Center Theatre Group committed to such specificity in programming after having been called out for unveiling a 10-play 2021-22 season that featured only one piece written by a woman. That announcement sparked outrage in the theater community, especially since the major L.A. theater organization had made a loud commitment to produce and amplify underrepresented voices, as did many other companies across the country amid the industry-wide reckoning in 2020.

“Works by women hardly ever seem to be given the benefit of the doubt, even as the most erratic male playwrights are offered chance after chance, in a vicious circle that rewards established figures for being established by a system bent in their favor,” wrote Times theater critic Charles McNulty at the time. “A theater’s track record speaks volumes about its priorities, and women dramatists have been woefully underrepresented at Center Theatre Group.”
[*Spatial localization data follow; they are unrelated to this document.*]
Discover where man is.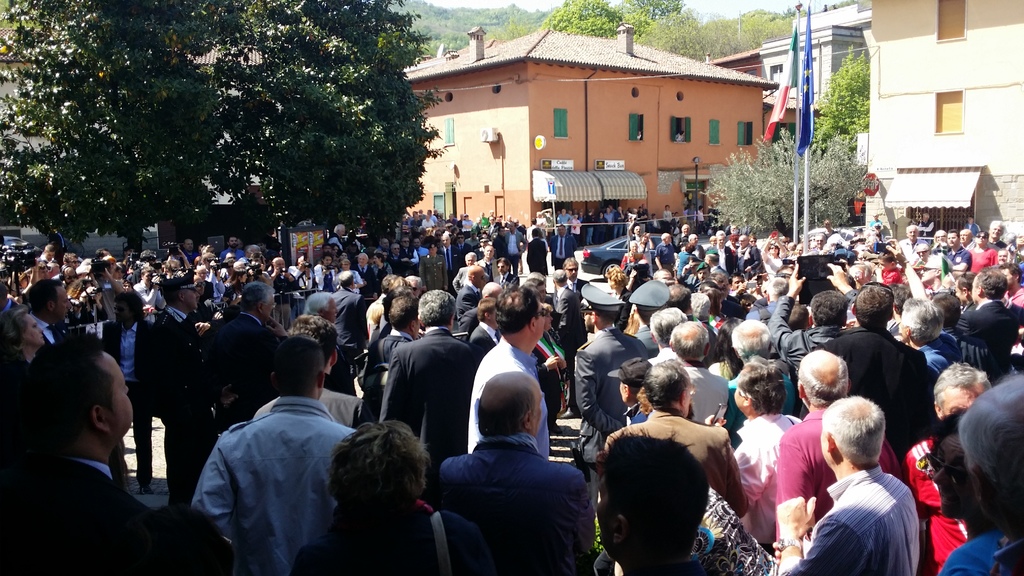
Discovered at l=938, t=228, r=972, b=275.
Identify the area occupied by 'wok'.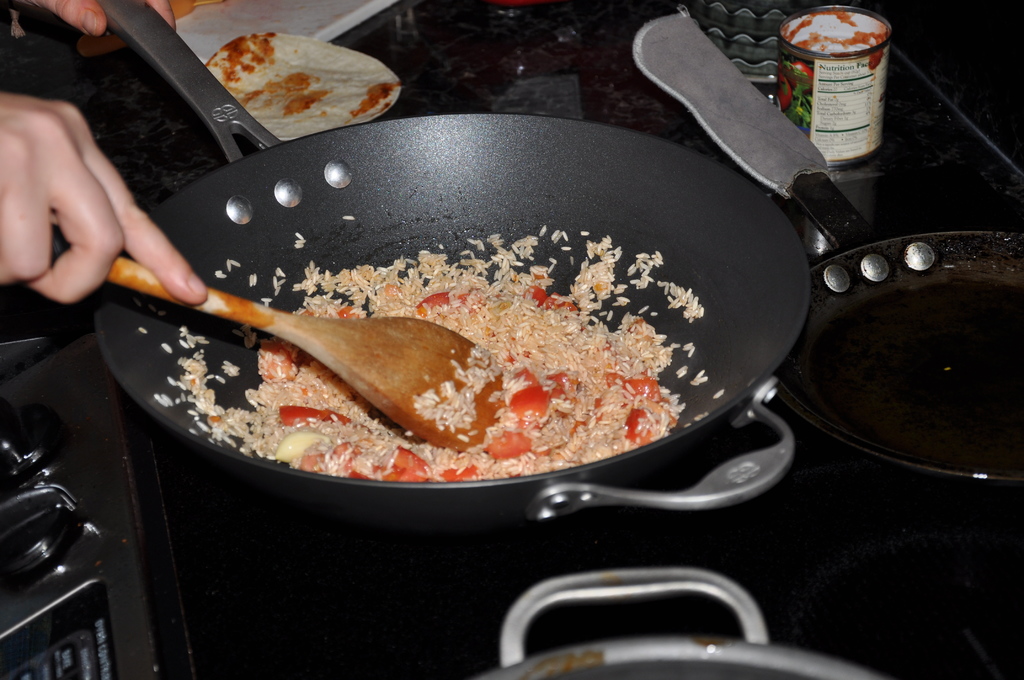
Area: pyautogui.locateOnScreen(623, 3, 1023, 495).
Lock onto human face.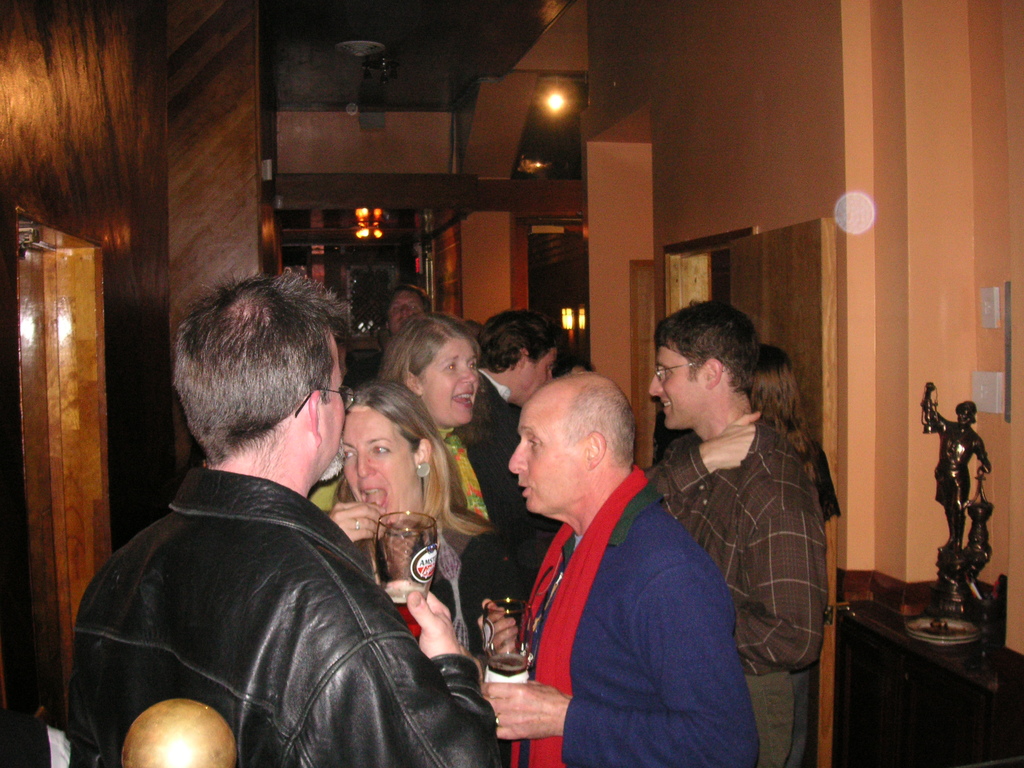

When Jeremy O. Harris then threatened to withdraw “Slave Play” from the lineup, CTG promised to begin to rectify the historical gender imbalance in its programming — a challenge given to its newly formed cohort of five associate artistic directors. This upcoming season — which will also prioritize L.A.-based actors, directors and designers — “has been a long time coming, to reflect the values of not only this team but of the organization as reemerged from the pandemic, and to represent so many different communities across L.A.,” says associate artistic director Kelley Kirkpatrick.

A cast in 18th century period costumes performs onstage.

“1776,” which will feature a cast of female, trans and nonbinary performers, will play at the Ahmanson after a stint on Broadway.

(Evan Zimmerman)

A cast of actors, clad in soldier's uniforms, onstage.

Charles Fuller’s Pulitzer-winning military drama “A Soldier’s Play,” which was revived on Broadway in 2020, will come to the Ahmanson.

(Joan Marcus)

Center Theatre Group also announced a few of its forthcoming offerings at the Ahmanson Theatre. The 2022-23 season will kick off with the U.S. premiere of “2:22 — A Ghost Story” (Oct. 29-Dec. 4), the supernatural thriller that’s currently in its third hit run on the West End. Playwright Danny Robins will be rewriting the script to set the action in America, and director Matthew Dunster will work with a new cast for the stateside production.

The Ahmanson will also house a return engagement of the hit-filled musical “Ain’t Too Proud — The Life and Times of The Temptations” (Dec. 13, 2022–Jan. 1, 2023), which previously played the venue in 2018; a new take on Sherman Edwards and Peter Stone’s historical musical “1776″ (April 5–May 7, 2023), featuring a cast of female, trans and nonbinary performers, on the road after a Broadway run this fall; and a touring revival of Charles Fuller’s Pulitzer-winning military drama “A Soldier’s Play” (May 23-June 25, 2023), directed by Kenny Leon and starring Norm Lewis.

Tickets to the Taper productions are now on sale by subscription only. Additional programming at the Ahmanson and Kirk Douglas Theatre will be announced at a later date. CTG also previously committed to anchoring the 2022-23 season at the Douglas in Culver City with a majority women-identifying, trans or nonbinary and BIPOC playwrights.